UPDATE: While Gordon Tsai (蔡聰明) was confident on Thursday that the Dream Community’s (夢想社區) annual Dream Parade would go ahead on Saturday, Mother Nature had other ideas. While the skies turned out to be clear in Taipei on Saturday, the rain and winds brought by Typhoon Megi had taken their toll on roads along the east coast on Friday, and Tsai said about 70 percent of the groups scheduled to be in the parade notified him that they wouldn’t be able to get to Taipei.
"Especially those groups from Taitung and from Pingtung County, they couldn’t make it, so we decided to cancel the parade,” Tsai said yesterday. “We are trying to reschedule, maybe for two or three weeks from now.”
Photo: Taipei Times
In early fall, the sounds of drumming and hammers fill the air around the Dream Community (夢想社區) in Sijhih (汐止), Taipei County, as preparations hit full stride for the annual Dream Parade — an attempt to bring a little bit of Mardi Gras, a little bit of Brazilian carnival and a whole lot of craziness to Taipei.
The annual parades are certainly a celebration — of homemade creativity, of family fun, of stepping outside your normal, everyday life, whether you are a school kid, university student, office worker or parent. The costumes and floats can run from simple outfits made in just a few hours (or less) to elaborate papier-mache and bamboo creations that take weeks to prepare.
PHOTOS: Diane Baker, Taipei Times
Since the beginning of the month, workshops have been held at the Neihu Community College, the Jane Goodall Institute and at the Dream Community for those interested in helping create costumes or floats. Hundreds of people will also be coming from around the country, many of whom have been practicing or taking part in local parades or competitions in order to be in Taipei for tomorrow’s parade.
Gordon Tsai (蔡聰明), the driving force behind the community, said this year’s parade will be different from earlier ones because it doesn’t really have a theme; it’s just a “celebration of life.”
There will also be a lot of Hakka floats and participants because Tsai and his crew launched an outreach program this year, trying to develop connections with various Hakka communities.
PHOTOS: Diane Baker, Taipei Times
“The Hakka are very conservative, they are always so hardworking, so we wanted to make connections to get them involved, to help them enjoy themselves,” he said.
There will also be an Aboriginal dance competition, kind of — Aboriginal, with some samba spiciness thrown in.
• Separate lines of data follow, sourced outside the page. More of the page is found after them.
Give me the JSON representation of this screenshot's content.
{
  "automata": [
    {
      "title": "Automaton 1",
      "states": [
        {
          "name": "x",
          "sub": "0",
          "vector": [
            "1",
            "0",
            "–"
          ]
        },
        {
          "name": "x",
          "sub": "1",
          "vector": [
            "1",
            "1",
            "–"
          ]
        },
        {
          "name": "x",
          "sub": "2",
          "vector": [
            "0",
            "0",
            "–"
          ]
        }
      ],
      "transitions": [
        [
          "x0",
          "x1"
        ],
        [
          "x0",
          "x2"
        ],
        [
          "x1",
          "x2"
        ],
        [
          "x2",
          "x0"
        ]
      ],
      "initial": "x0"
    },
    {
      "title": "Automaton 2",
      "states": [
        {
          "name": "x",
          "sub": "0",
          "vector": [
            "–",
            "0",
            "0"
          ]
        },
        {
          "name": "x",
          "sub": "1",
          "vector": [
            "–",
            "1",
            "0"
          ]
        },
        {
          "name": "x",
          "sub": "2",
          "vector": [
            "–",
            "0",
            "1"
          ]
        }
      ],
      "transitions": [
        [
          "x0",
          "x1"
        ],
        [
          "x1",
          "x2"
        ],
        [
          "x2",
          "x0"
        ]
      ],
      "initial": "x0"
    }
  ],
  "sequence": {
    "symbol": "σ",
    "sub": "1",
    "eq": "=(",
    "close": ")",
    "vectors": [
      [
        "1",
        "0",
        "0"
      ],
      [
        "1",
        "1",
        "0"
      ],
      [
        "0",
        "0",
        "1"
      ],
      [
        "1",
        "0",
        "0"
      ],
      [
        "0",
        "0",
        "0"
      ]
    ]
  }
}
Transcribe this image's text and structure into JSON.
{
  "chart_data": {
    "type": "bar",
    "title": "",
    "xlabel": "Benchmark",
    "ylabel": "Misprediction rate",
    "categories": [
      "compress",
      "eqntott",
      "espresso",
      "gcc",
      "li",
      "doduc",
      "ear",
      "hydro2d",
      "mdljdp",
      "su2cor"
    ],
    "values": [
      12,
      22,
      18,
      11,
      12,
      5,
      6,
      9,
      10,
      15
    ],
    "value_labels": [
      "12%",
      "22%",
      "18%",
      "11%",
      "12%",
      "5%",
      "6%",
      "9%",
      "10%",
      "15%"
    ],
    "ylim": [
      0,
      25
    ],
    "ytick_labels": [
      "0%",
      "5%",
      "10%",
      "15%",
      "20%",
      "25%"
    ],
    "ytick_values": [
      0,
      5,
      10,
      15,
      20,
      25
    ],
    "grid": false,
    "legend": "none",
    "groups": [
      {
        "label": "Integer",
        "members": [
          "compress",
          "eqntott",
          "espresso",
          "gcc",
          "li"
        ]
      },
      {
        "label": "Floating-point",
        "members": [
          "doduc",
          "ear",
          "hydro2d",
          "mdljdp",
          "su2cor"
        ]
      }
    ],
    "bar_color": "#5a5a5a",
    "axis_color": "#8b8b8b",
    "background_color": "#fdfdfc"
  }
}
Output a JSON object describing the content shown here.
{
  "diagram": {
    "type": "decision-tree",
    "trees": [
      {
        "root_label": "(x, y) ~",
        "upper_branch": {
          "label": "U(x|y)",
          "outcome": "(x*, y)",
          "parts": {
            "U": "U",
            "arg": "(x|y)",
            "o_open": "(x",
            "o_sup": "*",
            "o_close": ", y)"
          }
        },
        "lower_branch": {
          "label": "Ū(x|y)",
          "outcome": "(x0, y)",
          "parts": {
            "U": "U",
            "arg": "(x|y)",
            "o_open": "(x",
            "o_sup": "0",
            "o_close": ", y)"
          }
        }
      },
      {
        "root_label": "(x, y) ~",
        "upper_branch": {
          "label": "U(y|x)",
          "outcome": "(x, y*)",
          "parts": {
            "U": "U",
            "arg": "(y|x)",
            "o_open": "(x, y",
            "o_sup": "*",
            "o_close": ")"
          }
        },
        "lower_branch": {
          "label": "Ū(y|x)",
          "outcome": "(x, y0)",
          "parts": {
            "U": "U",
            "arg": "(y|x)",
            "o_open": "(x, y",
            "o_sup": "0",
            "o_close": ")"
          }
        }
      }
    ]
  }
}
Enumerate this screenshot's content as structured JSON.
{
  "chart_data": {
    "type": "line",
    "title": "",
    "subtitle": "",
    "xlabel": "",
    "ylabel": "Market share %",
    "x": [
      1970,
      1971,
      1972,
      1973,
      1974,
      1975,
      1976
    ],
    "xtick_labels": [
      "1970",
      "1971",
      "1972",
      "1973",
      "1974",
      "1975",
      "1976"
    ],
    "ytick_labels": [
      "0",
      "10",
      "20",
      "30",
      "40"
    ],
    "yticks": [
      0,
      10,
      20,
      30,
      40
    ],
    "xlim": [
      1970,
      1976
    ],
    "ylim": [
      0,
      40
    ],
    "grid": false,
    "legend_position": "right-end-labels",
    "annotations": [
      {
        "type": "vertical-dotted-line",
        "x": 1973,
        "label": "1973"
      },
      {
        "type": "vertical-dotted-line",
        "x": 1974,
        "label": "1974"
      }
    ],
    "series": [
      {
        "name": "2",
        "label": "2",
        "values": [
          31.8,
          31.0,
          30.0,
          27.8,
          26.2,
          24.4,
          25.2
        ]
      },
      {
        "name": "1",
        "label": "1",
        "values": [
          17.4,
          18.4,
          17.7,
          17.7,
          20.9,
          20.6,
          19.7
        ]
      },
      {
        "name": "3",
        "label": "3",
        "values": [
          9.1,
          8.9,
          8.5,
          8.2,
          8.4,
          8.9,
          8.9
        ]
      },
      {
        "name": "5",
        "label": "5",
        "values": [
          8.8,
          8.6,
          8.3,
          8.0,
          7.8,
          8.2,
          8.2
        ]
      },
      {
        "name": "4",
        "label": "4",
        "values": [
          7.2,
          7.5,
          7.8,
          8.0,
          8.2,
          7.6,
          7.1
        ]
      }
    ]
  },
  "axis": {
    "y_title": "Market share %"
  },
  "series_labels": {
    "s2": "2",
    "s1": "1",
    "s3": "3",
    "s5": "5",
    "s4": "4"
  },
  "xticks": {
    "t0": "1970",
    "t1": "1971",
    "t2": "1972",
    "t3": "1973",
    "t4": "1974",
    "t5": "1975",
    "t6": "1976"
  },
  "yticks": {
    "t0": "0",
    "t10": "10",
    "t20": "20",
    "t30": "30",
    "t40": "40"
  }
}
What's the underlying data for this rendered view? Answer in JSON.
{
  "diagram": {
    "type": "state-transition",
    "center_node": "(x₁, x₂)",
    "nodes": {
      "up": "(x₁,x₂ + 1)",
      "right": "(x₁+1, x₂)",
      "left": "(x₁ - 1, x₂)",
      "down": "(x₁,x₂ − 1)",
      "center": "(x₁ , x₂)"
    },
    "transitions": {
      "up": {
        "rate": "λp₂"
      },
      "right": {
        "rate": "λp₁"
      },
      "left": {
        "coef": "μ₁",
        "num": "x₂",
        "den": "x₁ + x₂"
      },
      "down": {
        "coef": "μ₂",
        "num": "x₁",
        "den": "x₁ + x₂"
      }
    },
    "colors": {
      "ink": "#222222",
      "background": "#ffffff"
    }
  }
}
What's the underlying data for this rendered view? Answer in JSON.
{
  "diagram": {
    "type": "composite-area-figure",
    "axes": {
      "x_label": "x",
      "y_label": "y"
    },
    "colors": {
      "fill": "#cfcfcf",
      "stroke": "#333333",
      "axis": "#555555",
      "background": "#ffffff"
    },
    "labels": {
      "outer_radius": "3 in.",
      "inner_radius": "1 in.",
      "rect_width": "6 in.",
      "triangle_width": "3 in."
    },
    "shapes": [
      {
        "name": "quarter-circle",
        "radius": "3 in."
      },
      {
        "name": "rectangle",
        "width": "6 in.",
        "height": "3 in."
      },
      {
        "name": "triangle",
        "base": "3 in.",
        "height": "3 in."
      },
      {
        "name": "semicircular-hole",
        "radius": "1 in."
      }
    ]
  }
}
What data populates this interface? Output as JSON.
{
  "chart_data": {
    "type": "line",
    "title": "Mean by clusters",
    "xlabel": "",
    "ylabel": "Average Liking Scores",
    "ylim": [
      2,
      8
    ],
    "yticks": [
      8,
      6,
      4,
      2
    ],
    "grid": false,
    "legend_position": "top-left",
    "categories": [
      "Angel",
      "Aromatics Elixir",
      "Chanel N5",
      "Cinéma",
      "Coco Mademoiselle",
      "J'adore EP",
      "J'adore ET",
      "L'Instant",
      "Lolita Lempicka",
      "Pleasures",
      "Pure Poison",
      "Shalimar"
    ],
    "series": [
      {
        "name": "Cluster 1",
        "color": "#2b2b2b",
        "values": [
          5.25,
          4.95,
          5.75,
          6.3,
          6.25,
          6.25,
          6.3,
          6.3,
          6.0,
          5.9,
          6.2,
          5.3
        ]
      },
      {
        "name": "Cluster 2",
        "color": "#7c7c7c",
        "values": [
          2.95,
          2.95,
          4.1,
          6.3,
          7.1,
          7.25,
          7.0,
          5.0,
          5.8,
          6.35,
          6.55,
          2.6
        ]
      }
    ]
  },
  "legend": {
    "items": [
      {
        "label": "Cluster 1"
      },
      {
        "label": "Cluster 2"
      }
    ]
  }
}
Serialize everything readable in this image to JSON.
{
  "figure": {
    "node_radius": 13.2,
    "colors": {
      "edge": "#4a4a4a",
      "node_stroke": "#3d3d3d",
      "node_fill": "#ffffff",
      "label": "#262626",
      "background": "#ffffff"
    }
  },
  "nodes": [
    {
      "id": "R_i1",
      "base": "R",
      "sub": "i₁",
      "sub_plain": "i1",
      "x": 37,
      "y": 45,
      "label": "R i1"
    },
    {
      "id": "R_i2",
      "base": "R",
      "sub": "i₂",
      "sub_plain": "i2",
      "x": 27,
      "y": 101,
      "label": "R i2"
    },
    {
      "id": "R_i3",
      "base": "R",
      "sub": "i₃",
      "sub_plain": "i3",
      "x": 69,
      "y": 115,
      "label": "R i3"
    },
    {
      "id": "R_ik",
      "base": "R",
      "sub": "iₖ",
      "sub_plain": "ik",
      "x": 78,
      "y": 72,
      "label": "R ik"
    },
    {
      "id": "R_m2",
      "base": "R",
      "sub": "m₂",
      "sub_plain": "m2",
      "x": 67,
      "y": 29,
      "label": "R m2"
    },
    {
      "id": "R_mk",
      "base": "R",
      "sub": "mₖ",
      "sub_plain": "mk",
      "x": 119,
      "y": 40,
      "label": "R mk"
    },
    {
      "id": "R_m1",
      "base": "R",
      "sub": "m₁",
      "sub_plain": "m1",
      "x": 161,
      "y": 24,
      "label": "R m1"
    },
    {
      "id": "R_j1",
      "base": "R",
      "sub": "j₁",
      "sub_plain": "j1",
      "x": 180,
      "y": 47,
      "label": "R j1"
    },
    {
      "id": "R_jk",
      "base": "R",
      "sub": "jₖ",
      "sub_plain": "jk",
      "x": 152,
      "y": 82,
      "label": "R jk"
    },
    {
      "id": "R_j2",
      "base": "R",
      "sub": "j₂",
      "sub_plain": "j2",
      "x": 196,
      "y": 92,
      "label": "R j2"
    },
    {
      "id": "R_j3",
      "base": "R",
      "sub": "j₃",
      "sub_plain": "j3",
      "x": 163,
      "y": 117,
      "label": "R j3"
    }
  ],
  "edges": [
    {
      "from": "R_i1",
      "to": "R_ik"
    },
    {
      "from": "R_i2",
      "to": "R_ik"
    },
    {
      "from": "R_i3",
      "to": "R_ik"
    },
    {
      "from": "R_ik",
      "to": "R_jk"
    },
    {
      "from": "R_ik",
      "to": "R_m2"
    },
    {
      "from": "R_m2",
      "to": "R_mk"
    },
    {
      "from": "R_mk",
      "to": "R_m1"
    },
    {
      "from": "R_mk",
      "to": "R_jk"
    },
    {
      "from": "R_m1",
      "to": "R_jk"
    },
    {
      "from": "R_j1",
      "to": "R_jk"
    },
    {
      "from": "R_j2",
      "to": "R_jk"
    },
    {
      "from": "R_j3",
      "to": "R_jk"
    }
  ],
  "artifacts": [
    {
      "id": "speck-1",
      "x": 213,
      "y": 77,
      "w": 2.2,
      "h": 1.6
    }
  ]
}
A few years ago Tsai started sending Brazilian drumming instructors, who were in Taipei to live and teach in the Dream Community for a few months, to Aboriginal communities around the country to teach samba drumming and help organize drumming bands.
This year, Tsai said, there will be 30 Aboriginal teams from around the country — dancers, drummers and singers — who competed locally for a chance to be in the parade and the 2010 National Dream Cup Competition, which will be held afterwards.
PHOTOS: Diane Baker, Taipei Times
“You know, the different Aboriginal tribes used to fight each other before, so now they are fighting again, but with drums,” Tsai said.
Of course, one of the most eye-catching participants every year is Tsai himself, who runs up and down the parade route encouraging the marchers and their audience — when he’s not breathing fire — while clad in little more than body paint, G-string and headdress.
When asked for a hint about his costume this year, Tsai was uncharacteristically reticent, except to say that it might involve pink paint and it would certainly involve fire.
“Fire is my symbol, my mark,” he said.
The parade route is 1.2km long, beginning at the Chiang Kai-shek Memorial Hall, where participants will assemble in the plaza. They will head up Zhongshan South Road (中山南路) to Renai Road (仁愛路), where the parade will turn right and head toward Linsen South Road (林森南路) before making a U-turn and heading back to Ketagalan Boulevard (凱達格蘭大道) and a staging area in front of the Ministry of Foreign Affairs.
The parade starts at 3pm and is scheduled to finish sometime between 5:30pm and 6pm. The post-parade show and party is scheduled to run from 6pm to 8pm.
If you want to try and collect some of the beads thrown from the floats Mardi Gras style, the best spot is probably at the beginning of the parade route just as the floats are leaving the Chiang Kai-shek Memorial Hall area.
A last-minute call to Tsai before press time confirmed the parade was still planned for tomorrow, with organizers hoping that rains brought by Typhoon Megi will have diminished by then.